- Your instructions -
Give back exactly the lines of the data below, starting with the line that has "This screenshot has width=740, height=416." and going on through the line that has "Identify the location of Home".

- Information supplied -
Start of Block

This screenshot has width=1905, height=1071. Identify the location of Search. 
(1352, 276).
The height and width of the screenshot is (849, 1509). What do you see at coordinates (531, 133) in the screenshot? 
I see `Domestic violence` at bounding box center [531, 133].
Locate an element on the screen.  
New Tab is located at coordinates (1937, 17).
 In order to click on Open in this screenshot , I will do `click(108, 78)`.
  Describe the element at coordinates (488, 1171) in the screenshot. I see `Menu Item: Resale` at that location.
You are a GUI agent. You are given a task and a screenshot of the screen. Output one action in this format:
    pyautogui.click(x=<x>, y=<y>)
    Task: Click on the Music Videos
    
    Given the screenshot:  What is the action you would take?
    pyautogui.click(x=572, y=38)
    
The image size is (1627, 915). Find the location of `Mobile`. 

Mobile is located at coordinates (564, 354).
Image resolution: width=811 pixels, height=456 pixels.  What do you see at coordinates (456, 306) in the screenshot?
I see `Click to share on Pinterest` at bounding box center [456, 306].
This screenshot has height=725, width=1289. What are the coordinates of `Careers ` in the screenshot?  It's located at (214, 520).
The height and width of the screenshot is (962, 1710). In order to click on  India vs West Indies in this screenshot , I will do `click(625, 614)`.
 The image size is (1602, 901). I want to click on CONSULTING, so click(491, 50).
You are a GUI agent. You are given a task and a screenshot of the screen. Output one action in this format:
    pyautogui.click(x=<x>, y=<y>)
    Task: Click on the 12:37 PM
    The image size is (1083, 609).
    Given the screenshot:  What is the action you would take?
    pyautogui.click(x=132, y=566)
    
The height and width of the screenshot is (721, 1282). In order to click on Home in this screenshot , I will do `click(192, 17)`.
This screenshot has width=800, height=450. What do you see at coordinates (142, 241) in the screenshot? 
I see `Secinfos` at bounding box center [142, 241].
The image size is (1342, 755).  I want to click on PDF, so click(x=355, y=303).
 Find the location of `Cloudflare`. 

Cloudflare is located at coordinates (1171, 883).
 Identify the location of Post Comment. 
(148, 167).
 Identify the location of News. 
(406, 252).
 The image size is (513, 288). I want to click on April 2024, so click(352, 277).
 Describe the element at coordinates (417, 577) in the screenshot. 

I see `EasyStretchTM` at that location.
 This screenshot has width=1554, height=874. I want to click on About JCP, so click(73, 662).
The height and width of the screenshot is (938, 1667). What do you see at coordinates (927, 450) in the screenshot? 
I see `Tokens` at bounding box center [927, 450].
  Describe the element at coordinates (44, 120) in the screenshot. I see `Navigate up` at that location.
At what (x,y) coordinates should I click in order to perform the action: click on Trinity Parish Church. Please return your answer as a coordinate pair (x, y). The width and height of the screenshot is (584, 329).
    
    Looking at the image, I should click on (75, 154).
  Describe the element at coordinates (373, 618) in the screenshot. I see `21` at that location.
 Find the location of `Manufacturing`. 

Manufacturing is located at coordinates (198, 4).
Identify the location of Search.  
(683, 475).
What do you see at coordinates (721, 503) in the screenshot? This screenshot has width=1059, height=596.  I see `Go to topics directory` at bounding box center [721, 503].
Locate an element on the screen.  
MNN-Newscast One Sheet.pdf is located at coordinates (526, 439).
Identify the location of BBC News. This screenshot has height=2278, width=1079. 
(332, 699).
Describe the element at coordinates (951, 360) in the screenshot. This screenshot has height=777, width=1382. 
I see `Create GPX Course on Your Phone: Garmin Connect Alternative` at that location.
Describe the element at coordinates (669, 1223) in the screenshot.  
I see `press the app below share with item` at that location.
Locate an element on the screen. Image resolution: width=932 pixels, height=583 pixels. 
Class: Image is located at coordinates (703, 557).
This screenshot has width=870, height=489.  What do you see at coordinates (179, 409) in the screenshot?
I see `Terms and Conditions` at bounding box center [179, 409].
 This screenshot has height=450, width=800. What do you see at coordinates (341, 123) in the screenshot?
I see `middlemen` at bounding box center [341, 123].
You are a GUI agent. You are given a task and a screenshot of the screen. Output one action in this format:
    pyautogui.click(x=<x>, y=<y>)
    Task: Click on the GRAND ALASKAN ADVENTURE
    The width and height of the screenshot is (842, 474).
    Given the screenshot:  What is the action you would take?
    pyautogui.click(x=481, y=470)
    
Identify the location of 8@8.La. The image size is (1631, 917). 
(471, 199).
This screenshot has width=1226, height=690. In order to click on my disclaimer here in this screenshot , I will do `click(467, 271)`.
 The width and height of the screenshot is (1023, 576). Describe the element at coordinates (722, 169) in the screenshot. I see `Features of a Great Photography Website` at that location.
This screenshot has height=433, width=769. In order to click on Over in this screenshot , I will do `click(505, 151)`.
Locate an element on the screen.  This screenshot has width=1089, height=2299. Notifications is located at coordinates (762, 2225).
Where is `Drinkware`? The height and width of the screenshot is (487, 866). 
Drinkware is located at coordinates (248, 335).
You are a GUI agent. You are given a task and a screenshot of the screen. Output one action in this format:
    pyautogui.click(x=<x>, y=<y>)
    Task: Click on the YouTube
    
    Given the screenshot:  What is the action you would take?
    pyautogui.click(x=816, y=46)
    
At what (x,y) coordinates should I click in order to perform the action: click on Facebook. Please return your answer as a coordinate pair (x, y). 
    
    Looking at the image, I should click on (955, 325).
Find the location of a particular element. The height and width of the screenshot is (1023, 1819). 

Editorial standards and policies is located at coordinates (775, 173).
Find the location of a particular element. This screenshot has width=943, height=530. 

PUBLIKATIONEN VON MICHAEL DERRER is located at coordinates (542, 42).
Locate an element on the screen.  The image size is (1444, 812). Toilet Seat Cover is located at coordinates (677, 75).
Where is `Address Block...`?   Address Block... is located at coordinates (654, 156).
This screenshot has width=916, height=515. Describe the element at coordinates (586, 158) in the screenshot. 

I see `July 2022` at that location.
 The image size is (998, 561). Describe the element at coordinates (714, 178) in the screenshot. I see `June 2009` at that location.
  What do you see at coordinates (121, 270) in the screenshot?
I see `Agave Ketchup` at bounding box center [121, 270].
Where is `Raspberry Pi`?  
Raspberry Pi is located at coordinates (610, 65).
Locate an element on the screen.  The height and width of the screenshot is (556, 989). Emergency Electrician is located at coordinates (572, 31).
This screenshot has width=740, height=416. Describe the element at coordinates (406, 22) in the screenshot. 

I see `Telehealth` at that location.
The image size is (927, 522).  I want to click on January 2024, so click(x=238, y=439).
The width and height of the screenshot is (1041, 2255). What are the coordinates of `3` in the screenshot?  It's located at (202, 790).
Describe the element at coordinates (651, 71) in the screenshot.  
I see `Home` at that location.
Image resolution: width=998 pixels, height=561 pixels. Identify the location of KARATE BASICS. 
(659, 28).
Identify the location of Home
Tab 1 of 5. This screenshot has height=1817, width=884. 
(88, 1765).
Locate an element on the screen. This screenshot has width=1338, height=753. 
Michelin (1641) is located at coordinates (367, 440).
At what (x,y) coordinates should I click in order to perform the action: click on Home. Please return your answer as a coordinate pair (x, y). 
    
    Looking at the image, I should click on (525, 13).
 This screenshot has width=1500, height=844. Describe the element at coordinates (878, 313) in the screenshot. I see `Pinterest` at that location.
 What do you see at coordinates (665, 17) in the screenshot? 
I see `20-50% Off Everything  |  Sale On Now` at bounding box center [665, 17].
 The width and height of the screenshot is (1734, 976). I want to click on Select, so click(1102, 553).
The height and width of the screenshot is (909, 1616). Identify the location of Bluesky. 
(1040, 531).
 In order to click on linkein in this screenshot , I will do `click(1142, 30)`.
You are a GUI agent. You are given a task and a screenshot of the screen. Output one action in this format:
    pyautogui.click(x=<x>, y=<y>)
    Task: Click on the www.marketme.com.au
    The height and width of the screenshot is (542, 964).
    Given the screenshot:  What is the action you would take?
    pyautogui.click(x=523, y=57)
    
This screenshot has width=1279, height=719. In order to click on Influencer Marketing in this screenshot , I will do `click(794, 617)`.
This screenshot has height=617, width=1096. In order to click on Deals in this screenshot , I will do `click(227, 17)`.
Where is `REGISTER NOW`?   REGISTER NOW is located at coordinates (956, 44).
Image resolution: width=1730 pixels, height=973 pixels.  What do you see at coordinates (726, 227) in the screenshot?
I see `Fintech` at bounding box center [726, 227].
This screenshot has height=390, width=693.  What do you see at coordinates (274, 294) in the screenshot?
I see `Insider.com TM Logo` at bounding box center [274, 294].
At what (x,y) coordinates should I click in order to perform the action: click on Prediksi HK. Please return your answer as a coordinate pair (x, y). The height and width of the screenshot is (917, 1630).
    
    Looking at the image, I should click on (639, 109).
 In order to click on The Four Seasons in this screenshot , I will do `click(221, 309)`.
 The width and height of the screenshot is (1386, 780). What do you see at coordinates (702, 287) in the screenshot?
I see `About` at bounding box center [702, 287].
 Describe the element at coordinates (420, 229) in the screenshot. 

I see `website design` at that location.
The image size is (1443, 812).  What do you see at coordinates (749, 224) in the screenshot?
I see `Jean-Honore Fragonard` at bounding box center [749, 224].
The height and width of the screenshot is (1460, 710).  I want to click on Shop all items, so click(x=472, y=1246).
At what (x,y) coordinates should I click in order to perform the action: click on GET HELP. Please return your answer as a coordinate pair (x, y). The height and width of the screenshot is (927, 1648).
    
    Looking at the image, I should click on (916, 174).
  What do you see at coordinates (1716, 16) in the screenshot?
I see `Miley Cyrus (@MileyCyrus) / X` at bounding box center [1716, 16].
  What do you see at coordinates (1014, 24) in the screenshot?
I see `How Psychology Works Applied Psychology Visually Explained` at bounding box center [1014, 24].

End of Block

- Answer to this exercise -
This screenshot has width=740, height=416. Describe the element at coordinates (406, 22) in the screenshot. 

I see `Telehealth` at that location.
The image size is (927, 522).  I want to click on January 2024, so click(x=238, y=439).
The width and height of the screenshot is (1041, 2255). What are the coordinates of `3` in the screenshot?  It's located at (202, 790).
Describe the element at coordinates (651, 71) in the screenshot.  
I see `Home` at that location.
Image resolution: width=998 pixels, height=561 pixels. Identify the location of KARATE BASICS. 
(659, 28).
Identify the location of Home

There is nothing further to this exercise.